In brief: Rocket strikes near embassies
KABUL, Afghanistan – A rocket slammed into a Kabul district housing several embassies, the latest in a series of attacks in the Afghan capital despite heavy security measures.
In southern Afghanistan, two NATO service members were killed Friday by a roadside bomb, the alliance said without giving their nationalities.
No casualties were reported in Friday’s nighttime blast in Kabul, which occurred in the Wazir Akbar Khan district that includes the German, Japanese and British embassies. Police said the rocket landed on a side street and broke a few windows.
List of Afghanistan detainees released
WASHINGTON – The government on Friday released a long-secret list of some 645 detainees held at a military base in Afghanistan, providing the information as part of a lawsuit seeking details of the treatment of terror suspects.
The list was just a small part of roughly 2,000 pages of documents that were released related to various lawsuits seeking government papers about detainees.
The identities of the detainees at Bagram air base had been sought by the American Civil Liberties Union. The list is dated Sept. 22, 2009.
ACLU lawyer Melissa Goodman said the government should also provide details of how the inmates were captured and why they are being held.
A separate 2003 Defense Department letter released Friday indicates a “very small number” of detainees are younger than 16 years old, though exact ages can be difficult to determine for some detainees.
Chavez raises minimum wage
CARACAS, Venezuela – President Hugo Chavez announced a 25-percent increase in Venezuela’s minimum wage Friday to try to blunt the effects of soaring inflation, and defended his handling of an energy crisis and other domestic problems.
Chavez challenged opponents’ predictions that his popularity could suffer due to measures such as last week’s currency devaluation and rolling blackouts imposed by the government.
“They say the country is collapsing … that Chavez is going to fall,” he said in his annual state-of-the-nation address to the National Assembly.
“They are going to be disappointed.”
Chavez’s opponents are looking to capitalize on a range of vulnerabilities as they try to regain control of the National Assembly in September elections: energy shortages, 25-percent inflation, a banking scandal involving businessmen with ties to the government, rampant crime and heaps of trash lining potholed city streets.
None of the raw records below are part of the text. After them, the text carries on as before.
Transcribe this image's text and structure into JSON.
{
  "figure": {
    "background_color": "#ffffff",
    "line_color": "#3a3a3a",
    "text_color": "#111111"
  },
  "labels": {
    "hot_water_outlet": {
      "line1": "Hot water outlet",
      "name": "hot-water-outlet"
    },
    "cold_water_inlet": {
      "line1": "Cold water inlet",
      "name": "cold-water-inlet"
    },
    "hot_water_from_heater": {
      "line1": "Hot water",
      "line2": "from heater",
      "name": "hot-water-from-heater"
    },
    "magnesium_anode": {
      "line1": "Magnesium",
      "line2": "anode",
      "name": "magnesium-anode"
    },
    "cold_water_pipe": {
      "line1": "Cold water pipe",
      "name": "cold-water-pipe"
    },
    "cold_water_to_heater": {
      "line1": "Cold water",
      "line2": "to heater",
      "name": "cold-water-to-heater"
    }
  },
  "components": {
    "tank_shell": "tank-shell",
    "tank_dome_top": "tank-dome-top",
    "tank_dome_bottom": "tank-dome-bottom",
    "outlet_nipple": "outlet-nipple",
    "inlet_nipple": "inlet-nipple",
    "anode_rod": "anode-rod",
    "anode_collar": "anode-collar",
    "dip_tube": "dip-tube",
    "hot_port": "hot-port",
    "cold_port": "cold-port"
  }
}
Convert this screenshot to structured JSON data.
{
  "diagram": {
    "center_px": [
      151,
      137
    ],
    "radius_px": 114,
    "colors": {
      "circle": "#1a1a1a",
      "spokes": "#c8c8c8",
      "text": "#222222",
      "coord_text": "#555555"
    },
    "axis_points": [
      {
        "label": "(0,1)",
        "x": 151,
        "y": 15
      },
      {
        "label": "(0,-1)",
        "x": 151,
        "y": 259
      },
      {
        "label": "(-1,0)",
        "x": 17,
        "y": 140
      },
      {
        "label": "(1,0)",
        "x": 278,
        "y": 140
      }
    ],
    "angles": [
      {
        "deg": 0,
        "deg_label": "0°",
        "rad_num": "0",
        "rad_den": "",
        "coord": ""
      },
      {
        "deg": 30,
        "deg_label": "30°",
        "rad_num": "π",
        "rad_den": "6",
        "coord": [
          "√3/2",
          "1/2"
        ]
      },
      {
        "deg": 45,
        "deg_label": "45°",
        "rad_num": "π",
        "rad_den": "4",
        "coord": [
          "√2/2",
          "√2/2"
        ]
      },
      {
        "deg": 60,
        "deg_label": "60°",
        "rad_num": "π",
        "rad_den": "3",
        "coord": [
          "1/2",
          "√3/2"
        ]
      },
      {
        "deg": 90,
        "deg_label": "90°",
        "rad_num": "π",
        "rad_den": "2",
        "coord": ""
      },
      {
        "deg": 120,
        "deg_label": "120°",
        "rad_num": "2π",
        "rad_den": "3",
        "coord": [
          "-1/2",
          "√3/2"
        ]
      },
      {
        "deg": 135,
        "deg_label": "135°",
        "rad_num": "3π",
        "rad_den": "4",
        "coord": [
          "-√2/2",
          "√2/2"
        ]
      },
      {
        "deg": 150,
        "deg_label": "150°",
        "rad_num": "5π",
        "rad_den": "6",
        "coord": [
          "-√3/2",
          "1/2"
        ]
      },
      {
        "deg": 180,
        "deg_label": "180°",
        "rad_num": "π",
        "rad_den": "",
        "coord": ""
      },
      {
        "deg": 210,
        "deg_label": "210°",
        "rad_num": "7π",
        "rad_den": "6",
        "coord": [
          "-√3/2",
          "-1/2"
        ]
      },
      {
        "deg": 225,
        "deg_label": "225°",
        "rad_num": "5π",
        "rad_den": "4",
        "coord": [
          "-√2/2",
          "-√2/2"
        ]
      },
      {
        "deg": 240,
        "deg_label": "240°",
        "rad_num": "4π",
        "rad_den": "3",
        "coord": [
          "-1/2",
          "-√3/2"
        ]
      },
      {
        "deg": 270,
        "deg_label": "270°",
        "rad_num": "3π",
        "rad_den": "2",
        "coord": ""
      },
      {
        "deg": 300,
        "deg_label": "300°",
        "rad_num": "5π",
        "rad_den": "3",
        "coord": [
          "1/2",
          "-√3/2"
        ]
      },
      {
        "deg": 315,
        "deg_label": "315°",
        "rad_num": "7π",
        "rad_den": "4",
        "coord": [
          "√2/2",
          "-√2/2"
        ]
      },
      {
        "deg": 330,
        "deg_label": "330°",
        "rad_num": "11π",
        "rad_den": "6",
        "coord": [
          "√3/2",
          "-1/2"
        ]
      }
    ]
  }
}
Coins, jewelry washing ashore
QUITO, Ecuador – It appears that high tides in Ecuador have been tossing a lot more than seaweed onto the shore: Hundreds of bathers have scooped up what look like U.S. coins, as well as rings, bracelets, necklaces and other silver- and gold-colored jewelry.
The Teleamazonas TV station broadcast images Friday of beachgoers collecting the flotsam at the El Muercielago beach in the Pacific port city of Manta.
No one could say where the objects came from. Manta police did not return calls seeking information.
Teleamazonas reported the treasure-bearing tide began Wednesday and lasted through Thursday.